Horn player Bruce Cameron's salad days in San Diego were during the 1970s and the 1980s. Then, Cameron got equal billing with heavy hitters like Shelly Mann, Cal Tjader, and Eddie Harris. His album Bruce Cameron Ensemble was a Billboard Recommended LP in 1980.
He teamed with future Fattburger star Hollis Gentry to form the Bruce Cameron-Hollis Gentry Ensemble, with whom he played trumpet and flugelhorn.
That band gigged at every club in Mission Valley, and at area hot spots now long gone: the Crossroads, the Blue Parrot, both of the Hubbell-designed Triton Restaurants, Elario's (at the top of the Summer House Inn in La Jolla,) the PB Café, the Del Mar Café, and Lehr's Greenhouse in Mission Valley.
"We got Humphreys going," Cameron says in his matter-of-fact style. "For the first year, we were the house band there. Those were the good old days. They hadn't gotten greedy yet." I make reference to the current stingy white chairs, the pain chairs, as I call them, and he smiles.
"They still had picnic tables then, and a restaurant - I can't remember the name of the place - they brought in barbecue."
He recalls a beach venue now long-gone called Le Chalet. "I worked as a county social worker then," says Cameron, a New York native, "but I gigged a lot. I talked the owner, a funny, round guy with a long white beard into letting us have jazz there. He moved the pool table out and built us a stage. It grew to three of four nights a week."
There was Cameron on trumpet and flugelhorn, Crawford alumni Nathan East and Carl Evans on bass and piano respectively, and a local drummer named Gary Nieves. The band's vocalist was Charlotte Steel.
"This was technically the start of Fattburger." Meaning that many of the ideas that Carl Evans would take to the national touring jazz act he co-founded later were developed in that working combo.
Cameron says those were the good years for a jazz musician in San Diego. "I looked at some of my union contracts from back then," he says, "and I'm seeing the kind of good money that nobody gets today. And it went a lot farther then, too." He talks about club residencies.
"Every hotel in Mission Valley had five-night-a-week bands, and bands on the off nights."
He then invokes some of the starpower names from San Diego's jazz scene past, like Kirk Bates. "There were two things tourists did when they came to San Diego: the Zoo, and the CC Jones show."
For a time, Cameron owned it in terms of a jazz career. His self-effacing stage manners belied the power and richness of his horn playing. But more than that, his name had drawing power. He became as big a star here as did anyone else at the club level.
He also worked in the model train industry, settling eventually at Reed's in La Mesa which he became a co-owner of. Model trains were his day job.
Then, in 1994, the worst thing that could happen to any trumpet player took Cameron out of the game.
While on a bicycle ride, he went over the handlebars. He landed on his face. In the accident, almost his entire top row of teeth was knocked out. The resulting surgeries left an accumulation of scar tissue along the inside of his upper lip - a serious handicap for a brass player.
"I never got it all back the way it was."
But chops or not, the love just isn't there for jazz at the club or the lounge levels any longer. He agrees that the local scene has atrophied over the years to the place such that it rarely supports a performer. Now, local jazz musicians tour Japan, or they teach, or they hold down day jobs. Sometimes, all three. What happened?
"That's a good question. From the time of our popularity, the one big change had to be the change in drinking-and-driving laws. That put a damper on the whole bar scene."
68 years old in 2012, Cameron may have lost the altissimo range but he still holds sway on the floor with his urbane manner and a trumpet tone that flows like water over stones. He jams several nights a week at closed sessions with jazz talent of equal caliber, and on Sundays, he fronts the KSDS - sponsored jazz jam at the Spaghetteria in Little Italy.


* **To do**: Your copy should hold only the lines from the one holding "Give bounding boxes" through the last line of the records below, both included, each exact and with no pictures.

(Records from a dataset)
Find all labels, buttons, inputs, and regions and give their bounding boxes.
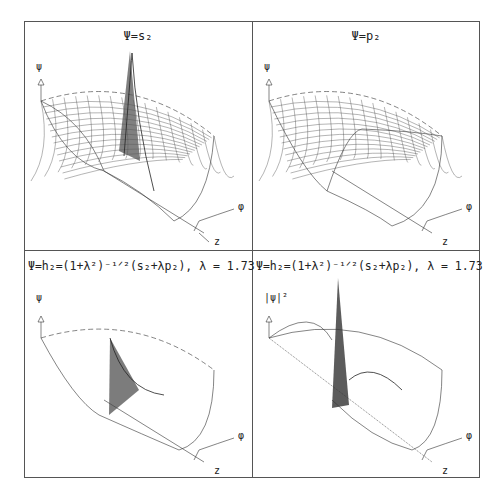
surface-plot-s2 xyxy=(24,21,252,249)
surface-plot-p2 xyxy=(252,21,480,249)
axis-z-label: z xyxy=(214,465,220,476)
axis-phi-label: φ xyxy=(238,201,244,212)
axis-phi-label: φ xyxy=(466,201,472,212)
axis-z-label: z xyxy=(442,465,448,476)
panel-s2: Ψ=s₂ ψ z φ xyxy=(24,21,252,249)
axis-phi-label: φ xyxy=(238,430,244,441)
panel-h2-density: Ψ=h₂=(1+λ²)⁻¹ᐟ²(s₂+λp₂), λ = 1.73 |ψ|² z… xyxy=(252,250,480,478)
panel-h2-psi: Ψ=h₂=(1+λ²)⁻¹ᐟ²(s₂+λp₂), λ = 1.73 ψ z φ xyxy=(24,250,252,478)
surface-plot-h2 xyxy=(24,250,252,478)
panel-p2: Ψ=p₂ ψ z φ xyxy=(252,21,480,249)
axis-phi-label: φ xyxy=(466,430,472,441)
axis-z-label: z xyxy=(442,236,448,247)
surface-plot-h2-density xyxy=(252,250,480,478)
axis-z-label: z xyxy=(214,236,220,247)
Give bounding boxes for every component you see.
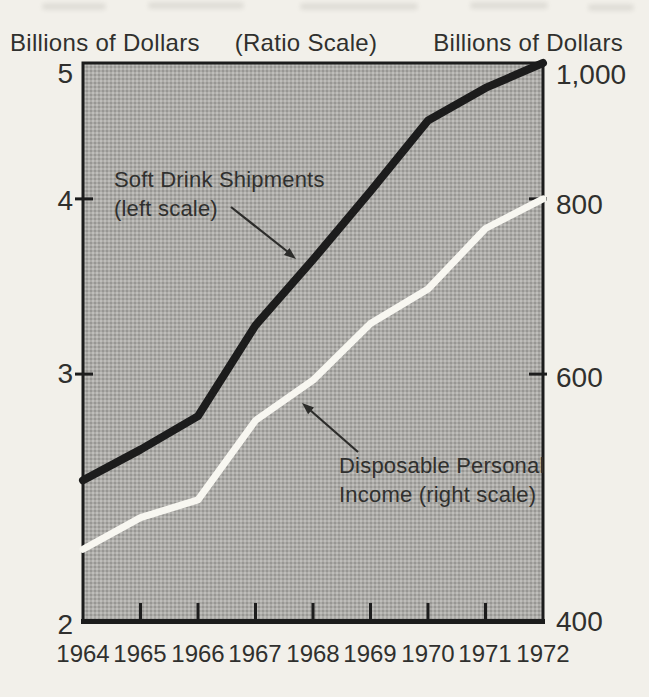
chart-canvas [0, 0, 649, 697]
soft-drink-series-label-line1: Soft Drink Shipments [114, 165, 325, 194]
soft-drink-shipments-line [83, 63, 543, 480]
soft-drink-series-label-line2: (left scale) [114, 194, 325, 223]
income-series-label-line2: Income (right scale) [339, 480, 545, 509]
soft-drink-series-label: Soft Drink Shipments (left scale) [114, 165, 325, 223]
income-series-label-line1: Disposable Personal [339, 451, 545, 480]
income-annotation-arrow [302, 403, 358, 452]
plot-frame [83, 63, 543, 621]
income-series-label: Disposable Personal Income (right scale) [339, 451, 545, 509]
chart-page: Billions of Dollars (Ratio Scale) Billio… [0, 0, 649, 697]
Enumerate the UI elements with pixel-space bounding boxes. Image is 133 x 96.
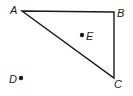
- point-d-dot: [19, 76, 23, 80]
- diagram-svg: A B C D E: [0, 0, 133, 96]
- label-b: B: [117, 7, 124, 19]
- point-e-dot: [80, 33, 84, 37]
- triangle-abc: [22, 11, 114, 78]
- label-c: C: [114, 78, 122, 90]
- label-e: E: [86, 30, 94, 42]
- label-a: A: [9, 4, 17, 16]
- geometry-diagram: A B C D E: [0, 0, 133, 96]
- label-d: D: [9, 73, 17, 85]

* **Result for this exercise**:
Give bounding boxes for every component you see.
chart-canvas [0, 0, 649, 697]
soft-drink-series-label-line1: Soft Drink Shipments [114, 165, 325, 194]
soft-drink-shipments-line [83, 63, 543, 480]
soft-drink-series-label-line2: (left scale) [114, 194, 325, 223]
income-series-label-line2: Income (right scale) [339, 480, 545, 509]
soft-drink-series-label: Soft Drink Shipments (left scale) [114, 165, 325, 223]
income-series-label-line1: Disposable Personal [339, 451, 545, 480]
income-annotation-arrow [302, 403, 358, 452]
plot-frame [83, 63, 543, 621]
income-series-label: Disposable Personal Income (right scale) [339, 451, 545, 509]
chart-page: Billions of Dollars (Ratio Scale) Billio… [0, 0, 649, 697]
Enumerate the UI elements with pixel-space bounding boxes. Image is 133 x 96.
- point-d-dot: [19, 76, 23, 80]
- diagram-svg: A B C D E: [0, 0, 133, 96]
- label-b: B: [117, 7, 124, 19]
- point-e-dot: [80, 33, 84, 37]
- triangle-abc: [22, 11, 114, 78]
- label-c: C: [114, 78, 122, 90]
- label-e: E: [86, 30, 94, 42]
- label-a: A: [9, 4, 17, 16]
- geometry-diagram: A B C D E: [0, 0, 133, 96]
- label-d: D: [9, 73, 17, 85]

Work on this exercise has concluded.